OPINION: Finally, some dam solutions

Breaking out of a toxic relationship with hydropower

Recently caught salmon being held above the water Unsplash | Courtesy
Recently caught salmon being held above the water Unsplash | Courtesy

The Pacific Northwest has a power problem. We have plenty of electricity, sure, and our electric bills are considerably lower than they would be anywhere else in the country. Our leaders call themselves champions of sustainable energy and the region’s last coal plants were shut down in 

 2020, so at face value, it looks an awful lot like we’ve got our power situation figured out. 

And yet, I don’t think we are role models for anyone. 

With what we know about river ecosystems and fish migrations today, we don’t get to pat ourselves on the back for relying on hydroelectric dams. What many have long considered “the lesser of two evils” has wreaked havoc on salmon and lamprey populations for decades and fundamentally changed our river ecosystems. 

Dam breaching in the PNW is always going to be controversial, but I believe it is essential. While we currently depend on our eight Columbia and Snake River dams for hydropower, the time has come to re-evaluate that relationship. 

I am excited by a plan announced by Idaho Representative Mike Simpson, which proposes to breach the four Lower Snake River dams. It’s bold, it’s detailed and it’s exactly the kind of problem-solving we need our national and state leaders to be putting forward to address the climate crisis. At the center of the multi-state and industry-spanning plan is a love of Idaho’s salmon and a desire to do everything we can to prevent their untimely extinction. 

I don’t love every detail of Representative Simpson’s plan: the 35-year ban on lawsuits against federal projects on the Columbia River and the room in the proposal for nuclear power development worries me. But I don’t have to love everything about the plan to support it, and I believe that it would benefit Idaho and the entire PNW greatly to have this conversation in Congress. 

Environmentalists have spent too much time-fighting in court to win only small conservation victories that are ultimately not enough to save our river ecosystems. This plan offers too much to be dismissed on a partisan basis, or to be thrown out with the bathwater before it can be drafted as actual legislation. 

It makes me hopeful that this region’s diverse stakeholders are discussing and considering this plan’s compromises in good faith, and to see how many people genuinely care about saving Idaho’s salmon. This is our chance to innovate and build a future we’re proud of while securing a future for one of the PNW’s most iconic and beloved species. 

It will take all of us putting our heads together to make this plan a reality, from tribe and state officials to conservation organizations and universities across the Columbia River Basin. It will take time, effort and at least 33.5 billion dollars to grow this conversation into a Snake River recovery. It will take a lot from our PNW community and require us to make some changes to our way of life, but it will be worth it. Nothing short of our Idaho environmental legacy is at stake. 

Beth Hoots can be reached at [email protected].

About the Author

Beth Hoots Hi I'm Elizabeth! I started out writing Arts and Culture at the Arg when I was a first-year student, and then came back this year as a senior to write about climate change and the environment for Opinion. I am a fourth-year student, and I'll graduate this spring with degrees in Spanish and Ecology & Conservation Biology!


Scan the entries below and return each line that contains "area".

[Data tied to figure images]
****
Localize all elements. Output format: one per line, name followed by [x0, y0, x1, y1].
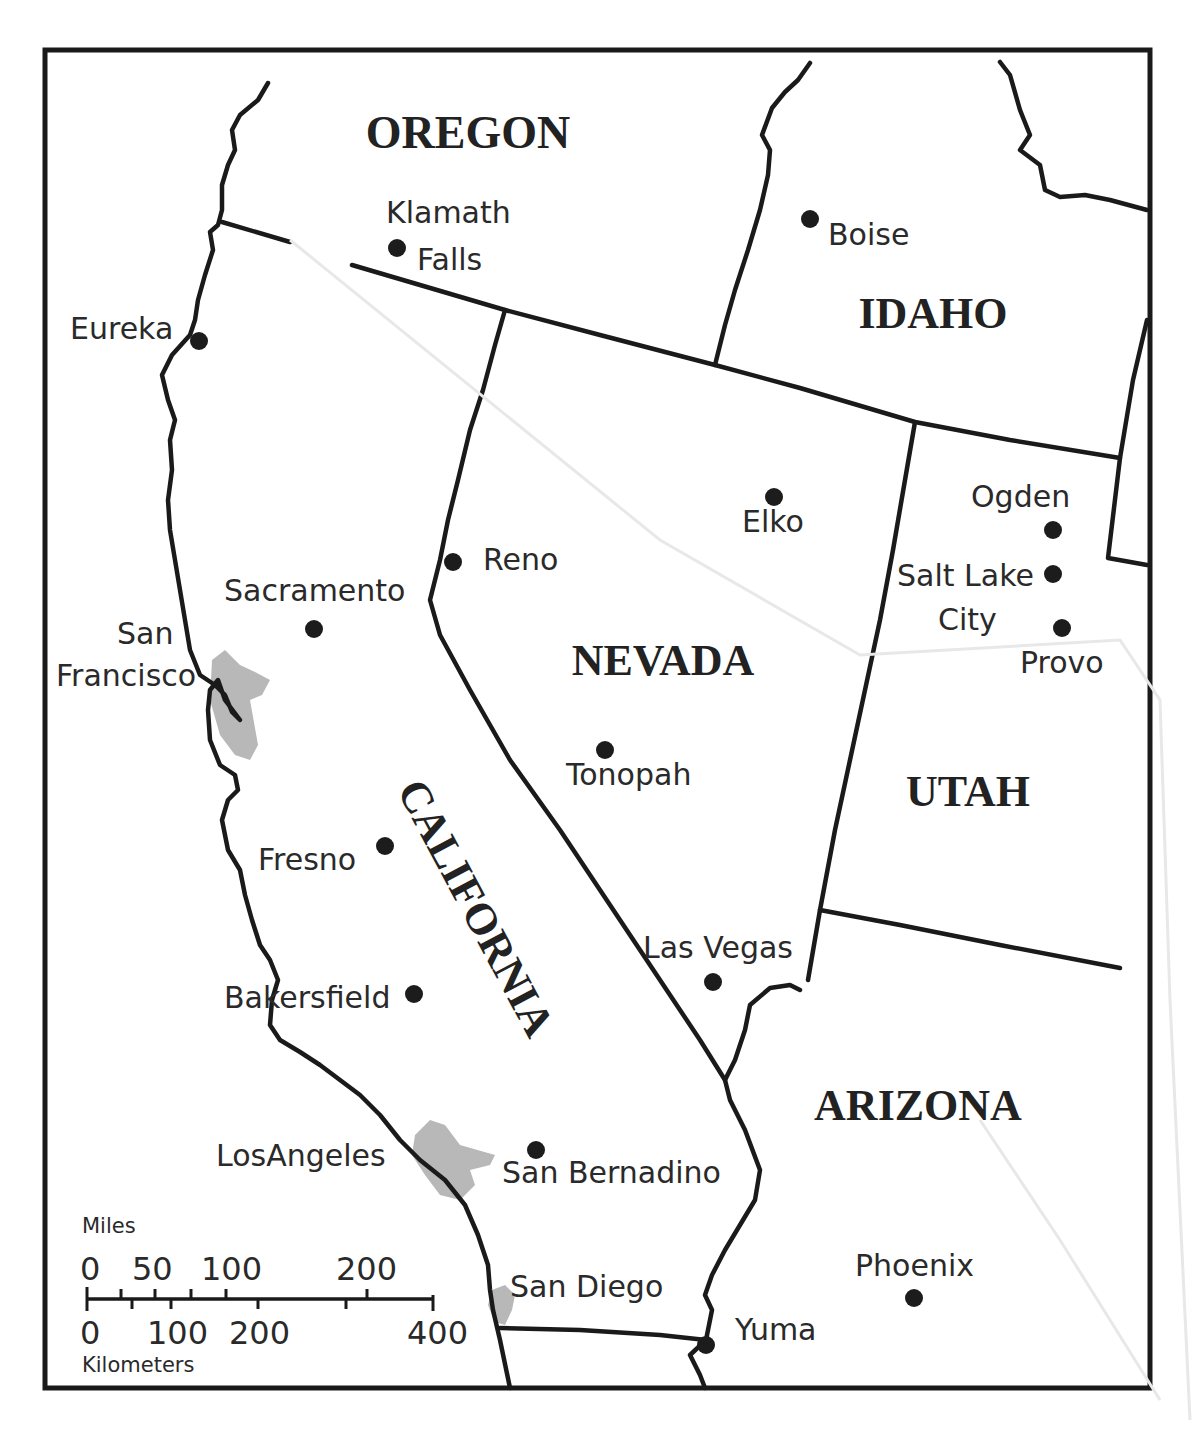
city-label-reno: Reno — [483, 542, 558, 577]
state-label-utah: UTAH — [906, 767, 1030, 816]
city-label-san-bernadino: San Bernadino — [502, 1155, 721, 1190]
map-canvas: Miles 0 50 100 200 0 100 200 400 Kilomet… — [0, 0, 1201, 1436]
city-label-city: City — [938, 602, 997, 637]
scale-km-tick: 0 — [80, 1314, 100, 1352]
scale-km-tick: 400 — [407, 1314, 468, 1352]
oregon-idaho-border — [715, 63, 810, 365]
city-label-eureka: Eureka — [70, 311, 173, 346]
city-label-salt-lake: Salt Lake — [897, 558, 1034, 593]
utah-wyoming-border — [1108, 320, 1147, 565]
city-label-sacramento: Sacramento — [224, 573, 405, 608]
state-label-nevada: NEVADA — [572, 636, 755, 685]
nevada-utah-border — [808, 422, 915, 980]
city-dot-provo — [1053, 619, 1071, 637]
city-label-bakersfield: Bakersfield — [224, 980, 390, 1015]
paper-crease — [980, 1120, 1160, 1400]
scale-km-tick: 200 — [229, 1314, 290, 1352]
city-dot-boise — [801, 210, 819, 228]
city-dot-phoenix — [905, 1289, 923, 1307]
bay-area-metro — [210, 650, 270, 760]
city-dot-ogden — [1044, 521, 1062, 539]
city-label-elko: Elko — [742, 504, 804, 539]
city-label-san-diego: San Diego — [510, 1269, 663, 1304]
city-label-los-angeles: LosAngeles — [216, 1138, 386, 1173]
city-label-tonopah: Tonopah — [565, 757, 691, 792]
city-dot-reno — [444, 553, 462, 571]
state-label-oregon: OREGON — [366, 107, 570, 158]
city-label-ogden: Ogden — [971, 479, 1070, 514]
scale-miles-label: Miles — [82, 1214, 136, 1238]
idaho-montana-border — [1000, 62, 1147, 210]
city-dot-las-vegas — [704, 973, 722, 991]
city-dot-bakersfield — [405, 985, 423, 1003]
city-dot-fresno — [376, 837, 394, 855]
city-label-klamath: Klamath — [386, 195, 511, 230]
scale-miles-tick: 50 — [132, 1250, 173, 1288]
utah-arizona-border — [820, 910, 1120, 968]
oregon-california-border — [222, 222, 290, 242]
scale-bar: Miles 0 50 100 200 0 100 200 400 Kilomet… — [80, 1214, 468, 1377]
city-label-las-vegas: Las Vegas — [643, 930, 793, 965]
state-label-idaho: IDAHO — [858, 289, 1007, 338]
city-label-yuma: Yuma — [734, 1312, 817, 1347]
scale-miles-tick: 0 — [80, 1250, 100, 1288]
city-label-san: San — [117, 616, 173, 651]
city-label-boise: Boise — [828, 217, 909, 252]
scale-miles-tick: 200 — [336, 1250, 397, 1288]
city-dot-sacramento — [305, 620, 323, 638]
city-dot-yuma — [697, 1336, 715, 1354]
city-dot-eureka — [190, 332, 208, 350]
city-label-falls: Falls — [417, 242, 482, 277]
city-dot-salt-lake-city — [1044, 565, 1062, 583]
state-label-california: CALIFORNIA — [388, 771, 564, 1045]
scale-miles-tick: 100 — [201, 1250, 262, 1288]
scale-km-tick: 100 — [147, 1314, 208, 1352]
california-mexico-border — [500, 1328, 706, 1340]
city-label-phoenix: Phoenix — [855, 1248, 974, 1283]
city-label-provo: Provo — [1020, 645, 1104, 680]
city-dot-klamath-falls — [388, 239, 406, 257]
city-label-francisco: Francisco — [56, 658, 196, 693]
city-label-fresno: Fresno — [258, 842, 356, 877]
scale-km-label: Kilometers — [82, 1353, 194, 1377]
state-label-arizona: ARIZONA — [814, 1081, 1022, 1130]
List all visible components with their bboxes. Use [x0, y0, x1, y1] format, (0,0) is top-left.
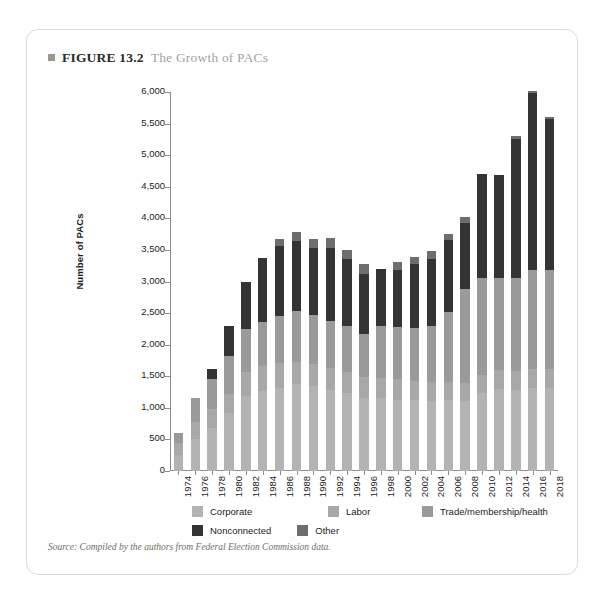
y-axis-title: Number of PACs: [74, 172, 85, 332]
bar-column[interactable]: [258, 258, 267, 471]
bar-column[interactable]: [393, 262, 402, 471]
y-tick-mark: [165, 471, 170, 472]
x-tick-mark: [178, 471, 179, 475]
x-tick-mark: [297, 471, 298, 475]
bar-segment: [393, 327, 402, 379]
bar-segment: [174, 455, 183, 471]
bar-segment: [444, 312, 453, 381]
bar-segment: [410, 400, 419, 471]
bar-column[interactable]: [326, 238, 335, 471]
legend-label: Nonconnected: [210, 525, 271, 536]
bar-segment: [309, 315, 318, 364]
bar-column[interactable]: [376, 269, 385, 471]
bar-column[interactable]: [275, 239, 284, 471]
bar-segment: [460, 289, 469, 382]
bar-column[interactable]: [410, 257, 419, 471]
bar-column[interactable]: [174, 433, 183, 471]
bar-column[interactable]: [292, 232, 301, 471]
bar-segment: [359, 264, 368, 273]
legend-item[interactable]: Corporate: [192, 506, 302, 517]
bar-segment: [494, 175, 503, 277]
bar-segment: [207, 428, 216, 471]
x-tick-mark: [313, 471, 314, 475]
bar-column[interactable]: [207, 369, 216, 471]
legend-item[interactable]: Other: [297, 525, 339, 536]
x-tick-mark: [482, 471, 483, 475]
bar-segment: [545, 119, 554, 271]
legend-swatch-icon: [192, 506, 203, 517]
x-tick-label: 2012: [503, 476, 514, 497]
bar-segment: [376, 326, 385, 378]
bar-column[interactable]: [460, 217, 469, 471]
x-tick-mark: [347, 471, 348, 475]
legend-item[interactable]: Nonconnected: [192, 525, 271, 536]
bar-column[interactable]: [427, 251, 436, 471]
bar-column[interactable]: [191, 398, 200, 471]
bar-segment: [477, 278, 486, 375]
y-tick-label: 500: [149, 432, 165, 443]
bar-segment: [444, 382, 453, 400]
x-tick-label: 2008: [469, 476, 480, 497]
y-tick-label: 2,000: [141, 338, 165, 349]
x-tick-label: 1984: [267, 476, 278, 497]
bar-segment: [241, 396, 250, 471]
bar-segment: [460, 223, 469, 289]
bar-segment: [224, 394, 233, 413]
bar-column[interactable]: [309, 239, 318, 471]
bar-column[interactable]: [342, 250, 351, 471]
bar-segment: [309, 239, 318, 248]
y-tick-label: 1,500: [141, 369, 165, 380]
y-tick-label: 4,000: [141, 211, 165, 222]
chart-area: Number of PACs 05001,0001,5002,0002,5003…: [27, 30, 579, 576]
bar-column[interactable]: [494, 175, 503, 471]
x-tick-label: 2006: [452, 476, 463, 497]
x-tick-label: 2016: [537, 476, 548, 497]
x-tick-mark: [364, 471, 365, 475]
bar-column[interactable]: [359, 264, 368, 471]
bar-column[interactable]: [528, 91, 537, 471]
chart-legend: CorporateLaborTrade/membership/healthNon…: [192, 502, 522, 540]
bar-column[interactable]: [511, 136, 520, 471]
x-tick-mark: [381, 471, 382, 475]
bar-segment: [494, 370, 503, 389]
bar-segment: [309, 386, 318, 471]
bar-segment: [376, 269, 385, 326]
bar-segment: [494, 278, 503, 370]
x-tick-label: 1992: [334, 476, 345, 497]
bar-segment: [410, 381, 419, 401]
figure-card: FIGURE 13.2 The Growth of PACs Number of…: [26, 29, 578, 575]
x-tick-mark: [212, 471, 213, 475]
bar-segment: [292, 362, 301, 385]
bar-segment: [477, 375, 486, 393]
bar-segment: [528, 369, 537, 387]
bar-segment: [191, 398, 200, 421]
legend-item[interactable]: Trade/membership/health: [422, 506, 548, 517]
bar-series-group: [170, 92, 558, 471]
x-tick-label: 1980: [233, 476, 244, 497]
bar-segment: [393, 379, 402, 399]
bar-segment: [410, 257, 419, 265]
bar-segment: [376, 398, 385, 471]
bar-column[interactable]: [444, 234, 453, 471]
x-tick-mark: [415, 471, 416, 475]
bar-column[interactable]: [477, 174, 486, 471]
bar-segment: [207, 379, 216, 409]
bar-segment: [258, 258, 267, 322]
x-tick-label: 1976: [199, 476, 210, 497]
x-tick-label: 1994: [351, 476, 362, 497]
bar-column[interactable]: [224, 326, 233, 471]
bar-segment: [427, 259, 436, 326]
bar-segment: [326, 238, 335, 248]
x-tick-mark: [550, 471, 551, 475]
bar-segment: [241, 329, 250, 373]
bar-column[interactable]: [545, 117, 554, 471]
legend-item[interactable]: Labor: [328, 506, 396, 517]
bar-segment: [410, 264, 419, 327]
source-note: Source: Compiled by the authors from Fed…: [48, 542, 331, 552]
bar-segment: [191, 439, 200, 471]
bar-segment: [342, 372, 351, 393]
bar-segment: [207, 409, 216, 428]
bar-segment: [545, 388, 554, 471]
bar-segment: [376, 378, 385, 398]
bar-column[interactable]: [241, 282, 250, 471]
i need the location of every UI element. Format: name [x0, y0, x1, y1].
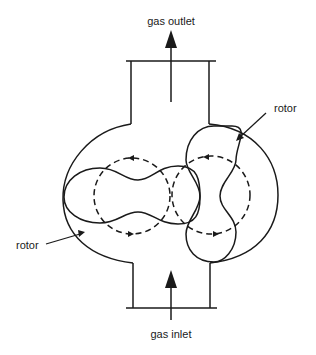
rotor-right-leader	[236, 113, 266, 141]
gas-outlet-label: gas outlet	[147, 15, 195, 27]
left-rotor	[64, 166, 200, 224]
rotor-left-leader	[46, 230, 85, 244]
casing-right	[209, 124, 278, 263]
rotor-left-label: rotor	[16, 239, 39, 251]
outlet-arrow-icon	[165, 30, 177, 102]
casing-left	[63, 124, 133, 263]
right-rotor	[186, 126, 241, 262]
rotor-right-label: rotor	[274, 102, 297, 114]
inlet-arrow-icon	[165, 270, 177, 320]
gas-inlet-label: gas inlet	[151, 328, 192, 340]
right-pitch-circle	[172, 156, 250, 234]
roots-blower-diagram: gas outlet gas inlet rotor rotor	[0, 0, 316, 355]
****
■ **Expected answer**
bay-area-metro — [210, 650, 270, 760]
chart-area: Number of PACs 05001,0001,5002,0002,5003…: [27, 30, 579, 576]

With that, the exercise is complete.